Inflationary Dynamics of Mutated Hilltop Inflation in Einstein-Gauss-Bonnet Gravity Under New Slow-Roll Approximations with Generalised Reheating
Yogesh, Mehnaz Zahoor, Kashif Ali Wani, Imtiyaz Ahmad Bhat

TL;DR
This paper investigates the inflationary dynamics of the Mutated Hilltop model within Einstein-Gauss-Bonnet gravity using new slow-roll methods, analyzing observable predictions and reheating constraints consistent with Planck 2018 data.
Contribution
It introduces a novel application of new slow-roll approximations to the Mutated Hilltop inflation model in Einstein-Gauss-Bonnet gravity, exploring its observational viability and reheating constraints.
Findings
Constraints on reheating temperature for various equations of state.
Predictions for tensor-to-scalar ratio and spectral index consistent with Planck 2018.
Demonstrates viability of modified gravity models in resurrecting ruled-out inflationary scenarios.
Abstract
The advancement in the observational cosmology of the early universe such as Cosmic Microwave Background (CMB) observations, puts severe constraints on the inflationary models. Many inflationary models have been ruled out by CMB, nevertheless the models ruled out in standard cold inflationary scenarios can be resurrected in modified gravity models. In this regard we examine the dynamics of inflation within the framework of Einstein-Gauss-Bonnet (EGB) Gravity using the new slow-roll approximation methods proposed in Pozdeeva et al. (2024). We consider the Mutated Hilltop inflation model (Pal et al., 2010; Pinhero and Pal, 2019) due to its origin from super-gravity, a naturally perfect choice to study the impact of EGB on inflationary observables such as tensor-to-scalar ratio () and scalar spectral index (). The period of reheating following the inflationary phase is also…
Peer Reviews
No public reviews on file for this paper yet. If you reviewed it on a platform where reviews are public (OpenReview, ICLR, NeurIPS, ICML), you can paste yours below so the community can read it here.
Videos
No videos yet. Explain this paper in a talk, walkthrough, or lecture? Add one.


DESCRIPTION OF THE TASK » Every line with the word "Équipements" in it should be extracted from the data that follows.

RECORDS SUPPLIED »

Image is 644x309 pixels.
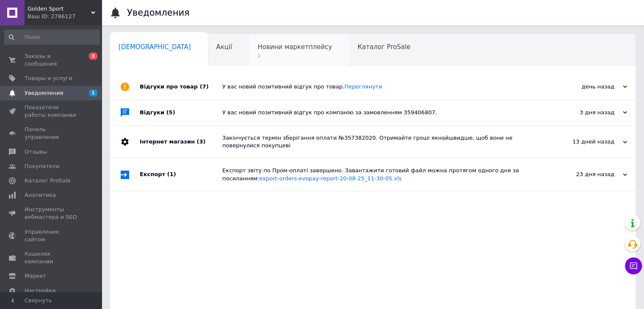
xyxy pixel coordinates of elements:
span: Покупатели [25,163,59,170]
button: Чат с покупателем [625,257,642,274]
div: У вас новий позитивний відгук про компанію за замовленням 359406807. [222,109,542,117]
span: Настройки [25,287,55,295]
div: Експорт [140,158,222,190]
span: [DEMOGRAPHIC_DATA] [119,43,191,51]
span: 1 [89,89,98,96]
span: 3 [89,52,98,60]
span: (7) [200,83,209,90]
h1: Уведомления [127,8,190,18]
div: Ваш ID: 2786127 [28,13,102,21]
div: Закінчується термін зберігання оплати №357382020. Отримайте гроші якнайшвидше, щоб вони не поверн... [222,134,542,149]
a: Переглянути [344,83,382,90]
div: 23 дня назад [542,170,627,178]
div: 3 дня назад [542,109,627,117]
span: Каталог ProSale [357,43,410,51]
div: день назад [542,83,627,90]
span: Панель управления [25,126,79,141]
div: Відгуки [140,100,222,125]
span: Кошелек компании [25,250,79,265]
span: Отзывы [25,148,47,156]
span: Уведомления [25,89,63,97]
input: Поиск [4,30,100,45]
a: export-orders-evopay-report-20-08-25_11-30-05.xls [259,175,402,182]
div: 13 дней назад [542,138,627,146]
div: Інтернет магазин [140,126,222,158]
span: Маркет [25,272,46,280]
span: (3) [197,139,205,145]
div: У вас новий позитивний відгук про товар. [222,83,542,90]
span: Новини маркетплейсу [257,43,332,51]
span: Акції [216,43,233,51]
span: Golden Sport [28,5,91,13]
div: Експорт звіту по Пром-оплаті завершено. Завантажити готовий файл можна протягом одного дня за пос... [222,167,542,182]
span: Товары и услуги [25,74,72,82]
span: Показатели работы компании [25,104,79,119]
span: Аналитика [25,191,56,199]
span: (5) [166,109,175,115]
span: (1) [167,171,176,177]
span: Каталог ProSale [25,177,70,184]
span: Управление сайтом [25,228,79,243]
div: Відгуки про товар [140,74,222,100]
span: 1 [257,52,332,59]
span: Инструменты вебмастера и SEO [25,206,79,221]
span: Заказы и сообщения [25,52,79,68]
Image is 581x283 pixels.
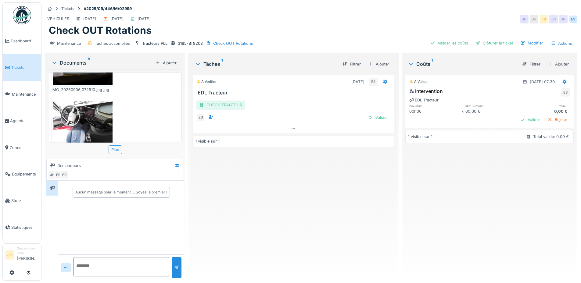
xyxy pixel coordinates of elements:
[213,41,253,46] div: Check OUT Rotations
[197,79,217,85] div: À vérifier
[11,198,39,204] span: Stock
[409,88,443,95] div: Intervention
[3,215,41,241] a: Statistiques
[409,97,439,103] div: EDL Tracteur
[10,145,39,151] span: Zones
[520,60,543,68] div: Filtrer
[197,101,245,110] div: CHECK TRACTEUR
[545,116,570,124] div: Rejeter
[518,104,570,108] h6: total
[17,247,39,264] li: [PERSON_NAME]
[540,15,548,23] div: FB
[17,247,39,256] div: Gestionnaire local
[142,41,168,46] div: Tracteurs PLL
[3,81,41,108] a: Maintenance
[530,79,555,85] div: [DATE] 07:30
[49,25,152,36] h1: Check OUT Rotations
[60,171,69,179] div: ER
[81,6,134,12] strong: #2025/09/446/M/02999
[57,163,81,169] div: Demandeurs
[3,135,41,161] a: Zones
[110,16,124,22] div: [DATE]
[3,108,41,134] a: Agenda
[366,114,391,122] div: Valider
[3,161,41,188] a: Équipements
[352,79,365,85] div: [DATE]
[561,88,570,97] div: ES
[11,225,39,231] span: Statistiques
[88,59,90,67] sup: 9
[3,28,41,54] a: Dashboard
[518,39,546,47] div: Modifier
[13,6,31,24] img: Badge_color-CXgf-gQk.svg
[5,247,39,266] a: JH Gestionnaire local[PERSON_NAME]
[138,16,151,22] div: [DATE]
[408,60,517,68] div: Coûts
[340,60,363,68] div: Filtrer
[75,190,167,195] div: Aucun message pour le moment … Soyez le premier !
[366,60,392,69] div: Ajouter
[11,38,39,44] span: Dashboard
[518,116,543,124] div: Valider
[408,134,433,140] div: 1 visible sur 1
[178,41,203,46] div: 3185-BT9203
[546,60,572,68] div: Ajouter
[57,41,81,46] div: Maintenance
[95,41,130,46] div: Tâches accomplies
[11,65,39,70] span: Tickets
[473,39,516,47] div: Clôturer le ticket
[52,87,114,93] div: IMG_20250906_072510.jpg.jpg
[48,171,56,179] div: JH
[409,109,462,114] div: 00h00
[518,109,570,114] div: 0,00 €
[54,171,63,179] div: FB
[197,114,205,122] div: ES
[409,104,462,108] h6: quantité
[53,102,113,146] img: wvbkzlnmmtesnebi06mwymbbl8dv
[61,6,74,12] div: Tickets
[10,118,39,124] span: Agenda
[12,92,39,97] span: Maintenance
[548,39,575,48] div: Actions
[195,60,337,68] div: Tâches
[369,78,378,86] div: ES
[198,90,391,96] h3: EDL Tracteur
[409,79,429,85] div: À valider
[195,139,220,144] div: 1 visible sur 1
[153,59,179,67] div: Ajouter
[432,60,433,68] sup: 1
[462,109,466,114] div: ×
[559,15,568,23] div: JH
[466,109,518,114] div: 60,00 €
[466,104,518,108] h6: prix unitaire
[47,16,69,22] div: VEHICULES
[520,15,529,23] div: JH
[550,15,558,23] div: JH
[533,134,569,140] div: Total validé: 0,00 €
[222,60,223,68] sup: 1
[5,251,14,260] li: JH
[12,171,39,177] span: Équipements
[530,15,539,23] div: JH
[109,146,122,154] div: Plus
[3,188,41,214] a: Stock
[3,54,41,81] a: Tickets
[569,15,578,23] div: ES
[428,39,471,47] div: Valider les coûts
[51,59,153,67] div: Documents
[83,16,96,22] div: [DATE]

TASK RESULT »
[3,161,41,188] a: Équipements
[12,171,39,177] span: Équipements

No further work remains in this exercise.